Campus, News

Neighbors rail against BU biolab

When asked to demonstrate their opposition to the Boston University Biolab, three quarters of the more than 300 people assembled at the Roxbury Center for the Arts raised their hands.
The people were gathered to hear community members discuss BU’s BioSafety Level-4 laboratory with the Blue Ribbon Panel. The Blue Ribbon Panel, made up of 13 scientists and doctors, was formed by the National Institutes of Health to independently and scientifically evaluate any risks stemming from the biolab.
The panel began by asking attendees how BU could better disseminate information about the biolab, what kind of action BU should take to ensure oversight and community involvement and what information residents would like to know about the biolab.
BU environmental health professor Patricia Hynes criticized the questions the panel posed to the community and the way the panel was treating audience members during the meeting.
‘The way [the question] is phrased suggests that the community is ignorant and that the university is the [more] knowledgeable of the two,’ she said. ‘Education is a two-way street.
‘Maybe we should be asking, ‘How can communities most effectively reach out to local universities to educate them?’ Hynes added.’
Roxbury resident Olivia Martin said she lives 300 yards from the biolab and that she was upset with the way the panel treated the community.
‘I can’t believe you came to us for the answers to common sense questions,’ she said to the panel during her testimony.
Boston City Councilor Chuck Turner, who represents the Roxbury district that borders the lab, stated his opposition to the project, citing BU’s inability to operate a secure lab. Turner said BU and the NIH lost the trust of the community after they failed to sufficiently evaluate the risks associated with opening a BSL-4lab in a densely populated urban area.
Turner said the biolab is being built as a result of President Bush’s desire to build more high-security biolabs in order to combat bioterrorism.
‘It’s time to put an end to another one of the ill-conceived Bush administration policies,’ Turner said.
More than 40 residents spoke at the meeting, and the majority said that the risks of the lab far outweigh the benefits.
Blue Ribbon Panel chair Adel Mahmoud said the biolab can not develop bioterrorism weapons under federal and international law.
‘Do we live in a country in which the laws are respected or not?’ Mahmoud asked. ‘We are responding according to the laws of the country.’
Greater Boston Legal Services attorney Eloise Lawrence criticized Mahmoud’s faith in the law.
‘The law is only as good as the people willing to support [it],’ she said.
Not everyone in attendance Tuesday night was against the lab, however. United South End Artists director Jane Brayton said she supports it and that many people may oppose the lab because of distrust in the federal government. In addition, she said many biolab supporters did not show up to the meeting because the meetings tend to last for hours and get little done.
‘Unfortunately, we Americans have become very jaded over the last eight years,’ she said.
Massachusetts General Hospital employee Jeffrey Gelfand said he supports the biolab because science needs more medical research and the lab would help further vaccine research, which would be in the interest of public health. Gelfand said if there were an emergency he would be put at risk, and subsequently put his family would be put at risk,’ but the benefits still outweighed the dangers.
‘I’ve been moved by what I’ve heard this evening’ Gelfand said. ‘I’m in support of this laboratory because of our common humanity. I’m a research scientist, and an infectious disease doctor. I, too, am a first responder. If there’s a problem that comes from this lab, I will be dealing with it.’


Work order: Repeat exactly the lines below from the line that contains "This screenshot has width=1320, height=664." to the last line, inclusive, without the pictures.
□ □ □ □
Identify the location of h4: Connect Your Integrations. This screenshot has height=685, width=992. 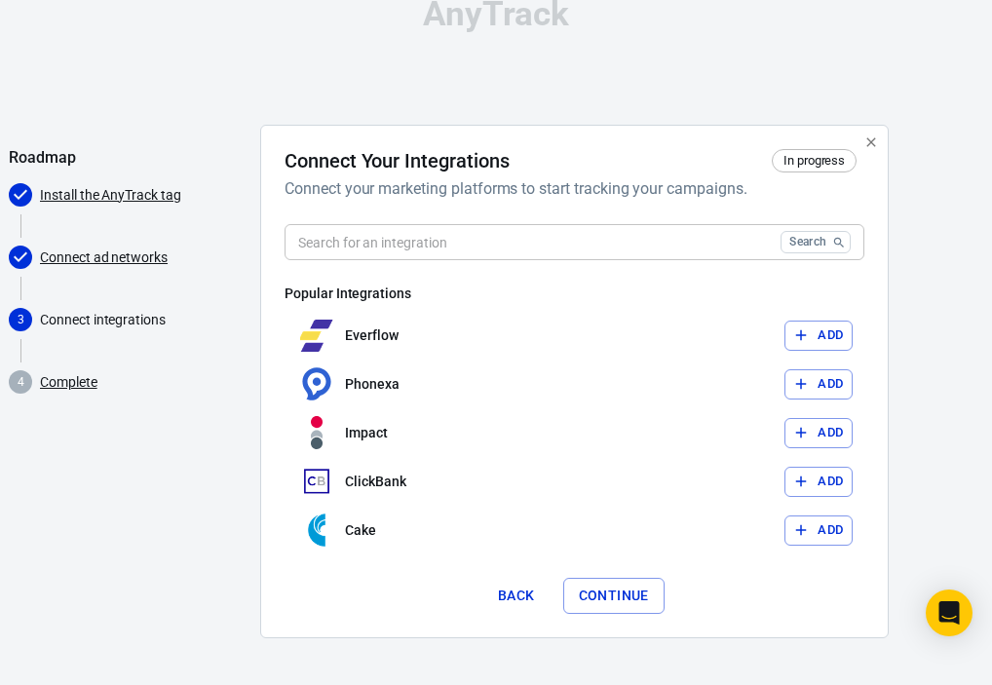
(397, 161).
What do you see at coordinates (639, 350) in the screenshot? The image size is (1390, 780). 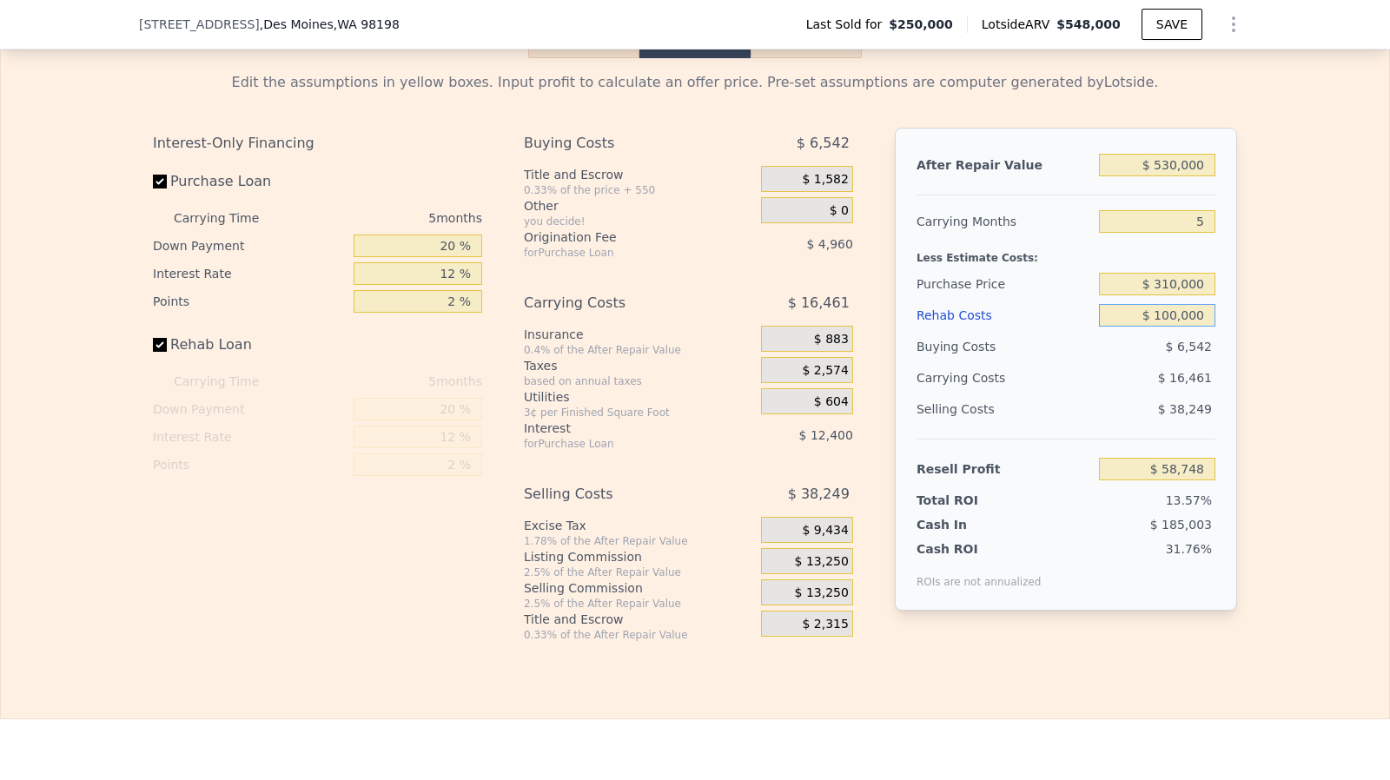 I see `div: 0.4% of the After Repair Value` at bounding box center [639, 350].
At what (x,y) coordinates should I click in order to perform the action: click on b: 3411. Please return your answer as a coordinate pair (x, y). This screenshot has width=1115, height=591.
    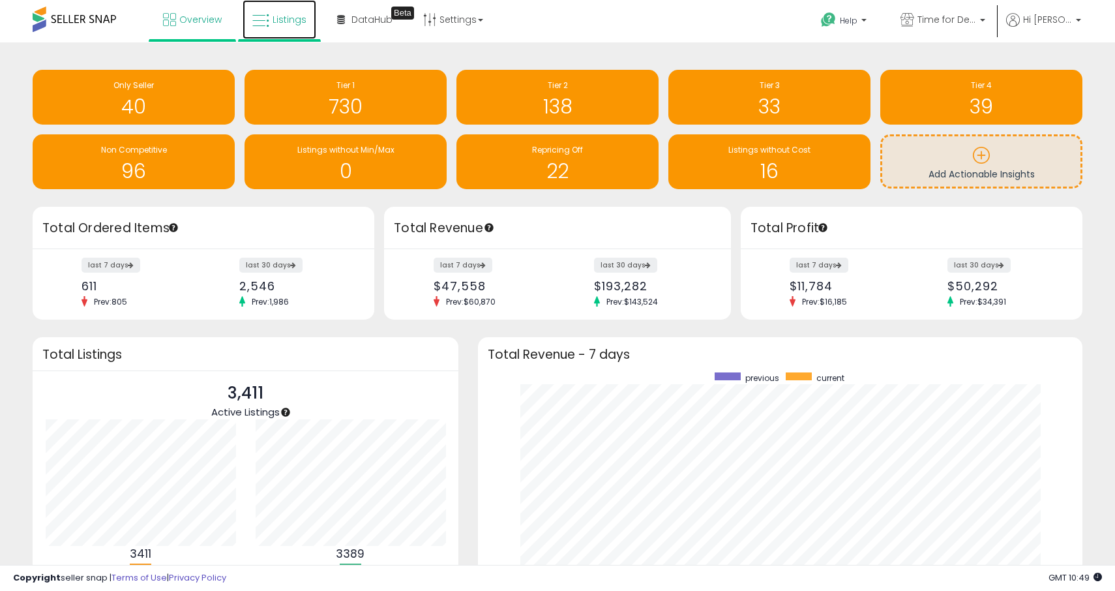
    Looking at the image, I should click on (140, 554).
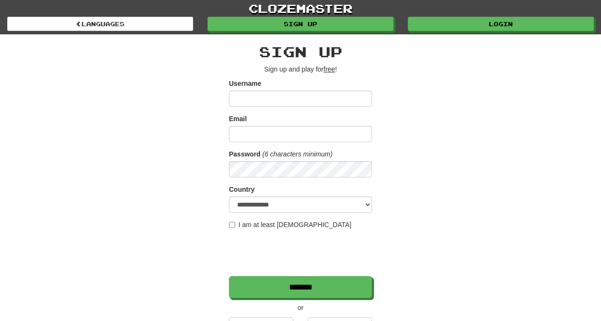 The image size is (601, 321). I want to click on label: Country, so click(242, 189).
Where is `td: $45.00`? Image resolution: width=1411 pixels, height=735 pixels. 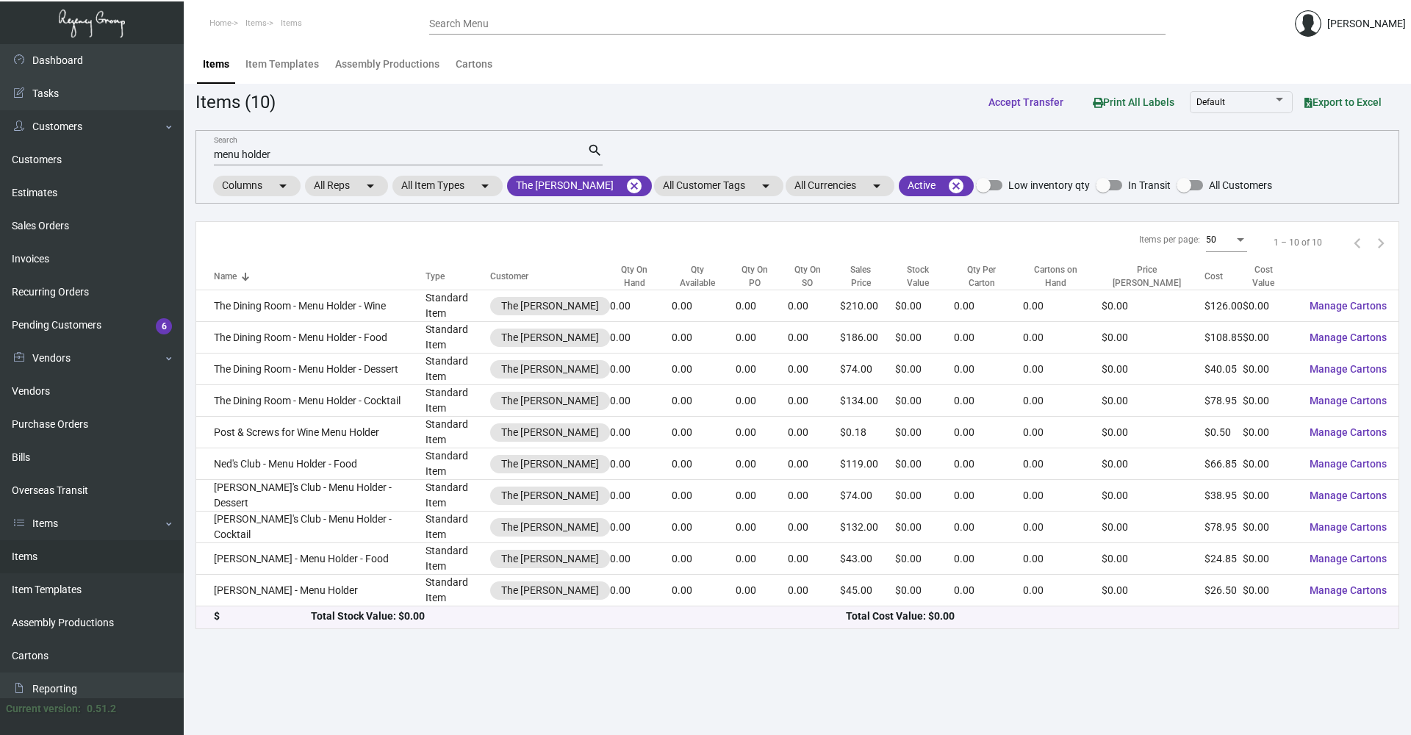 td: $45.00 is located at coordinates (867, 590).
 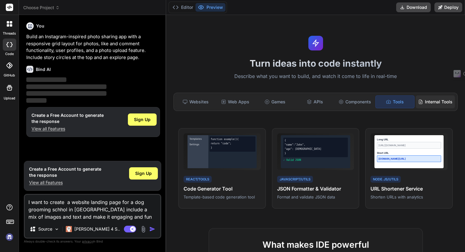 I want to click on h6: You, so click(x=40, y=26).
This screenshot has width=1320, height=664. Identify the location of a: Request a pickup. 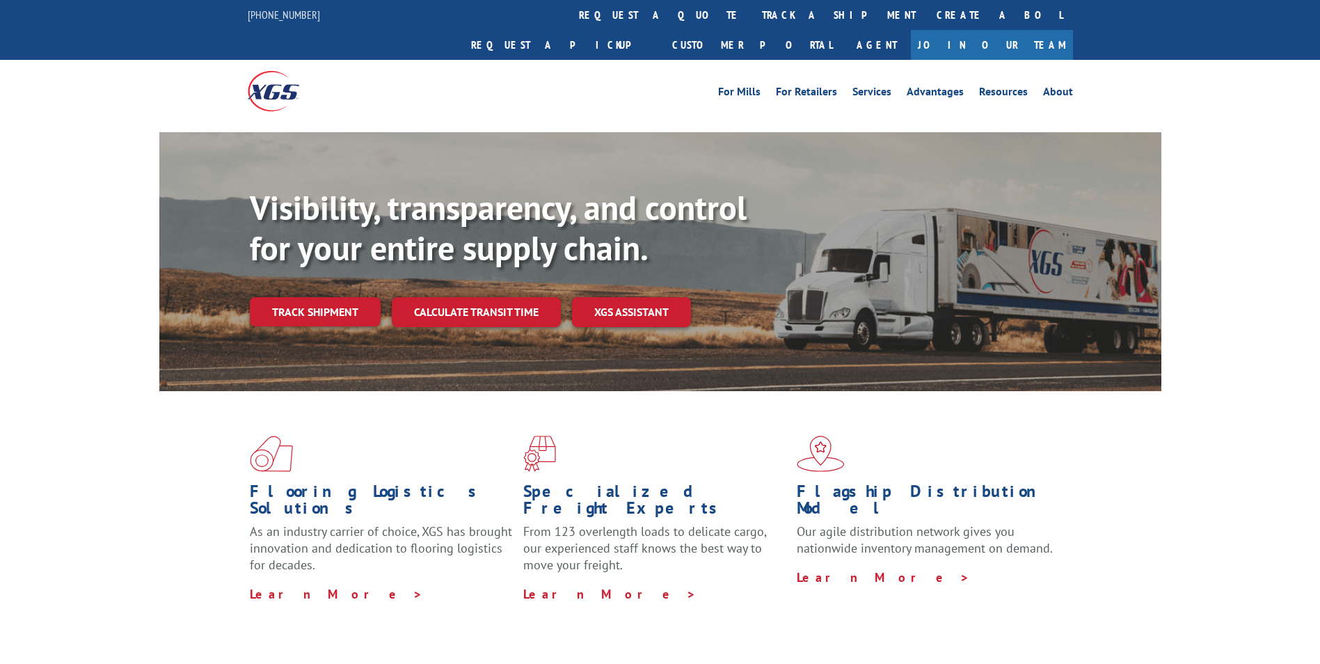
(561, 45).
□ □ □ □
Exercise response:
This screenshot has width=1320, height=664. Identify the location of a: Request a pickup. 
(561, 45).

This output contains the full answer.